In a surprising development, The Expendables 3 wasn't the highest-grossing newcomer of the weekend. That honor went to Let's Be Cops, which took third place....

Playing at 3,003 theaters, The Giver opened in fifth place with an estimated $12.8 million. While it came in on the high end of these comparisons, The Giver still essentially wound up in the same realm as recent young-adult flops The Host, The Mortal Instruments: City of Bones and Beautiful Creatures....
If The Giver flopped, you know what that means, don't you? It means that America's moviegoing public hates freedom. Just ask FreedomWorks blogger Logan Albright, who told us a few days ago that The Giver "brings new life to themes of liberty":
The Giver is that rare film that successfully merges conservative and libertarian themes with superior craftsmanship and genuine entertainment.
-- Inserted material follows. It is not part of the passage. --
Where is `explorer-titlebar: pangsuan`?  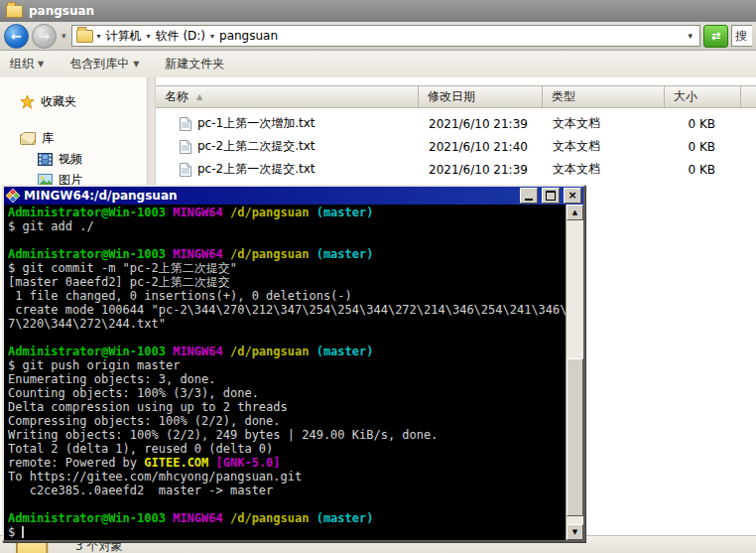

The celebration of individual differences, of emotion, of life, of freedom, and of the general messiness that is the human condition strikes deep, as we instinctively reject the placid, yet soulless, sameness of a society controlled from the top down....

Following in the grand tradition of 1984, Fahrenheit 451, and Ayn Rand's Anthem, the Giver reminds us all of the dangers of a too-powerful state. Regardless of how well-meaning such a society's architects may be, the rigid control of every citizen's life in order to preserve "the greater good" is chilling. It also rings increasingly true in today's world of government spying, compulsory health insurance, and a culture of political correctness gone mad.
Naturally, "compulsory health insurance" is totalitarian, and obviously the first step toward a society in which no one ever sees color or feels unbridled joy because an all -powerful central government won't allow it.

It's not just FreedomWorks. Sarah Palin lavished praise on the movie in a review on her new TV channel, frequently invoking Ronald Reagan, and describing the movie's tyrannical government as basically just like ours:
"'The Giver' depicts a society where the government has grown well beyond an anti-state," Palin says. "The government in the movie limits every aspect of life -- where to live, what to wear, what to eat, who to marry -- to make a society that doesn't have pain or risk, supposedly, to create some kind of utopia. Sound familiar?"
If your response to "Sound familiar?" is "No, not really," you must be a dirty, stinking liberal. As Kira Davis at Independent Journal Review tells us,
However futuristic The Giver is meant to be, it is an absolute reflection of what we see happening in modern American society. A few people are deciding for the majority of us what is right and what is wrong when it comes to our own lives. The Community, like too many leaders these days, thinks that freedom means "freedom from" -- freedom from violence, danger, religions -- or inflaming passions such as free speech and even love.
I guess two of FDR's "Four Freedoms" were totalitarian, too, because they're "freedom from" -- freedom from want and freedom from fear. (And you were a fascist, Norman Rockwell, for painting all four of them!)

Ahh, but America rejected "the most pro-American movie of 2014" (Townhall.com). So we're doomed. Enjoy love and color while you can, sheeple.

3 comments:

Victor said...

What?
They ran out of Ayn Rand books to make movies out of?

Anonymous said...

Last I looked, dictating things like where people could live and whom they could marry was pretty much a conservative project, no? (And if you include support of monopolies in the food industry and helping kill inspections, that would extend to controlling what people eat.)

I guess it's OK as long as you outsource it.

Jim Donahue said...

Well, at least "Atlas Shrugged Part 3" is opening soon. Certainly, that will set the box office on fire--just like the first two parts.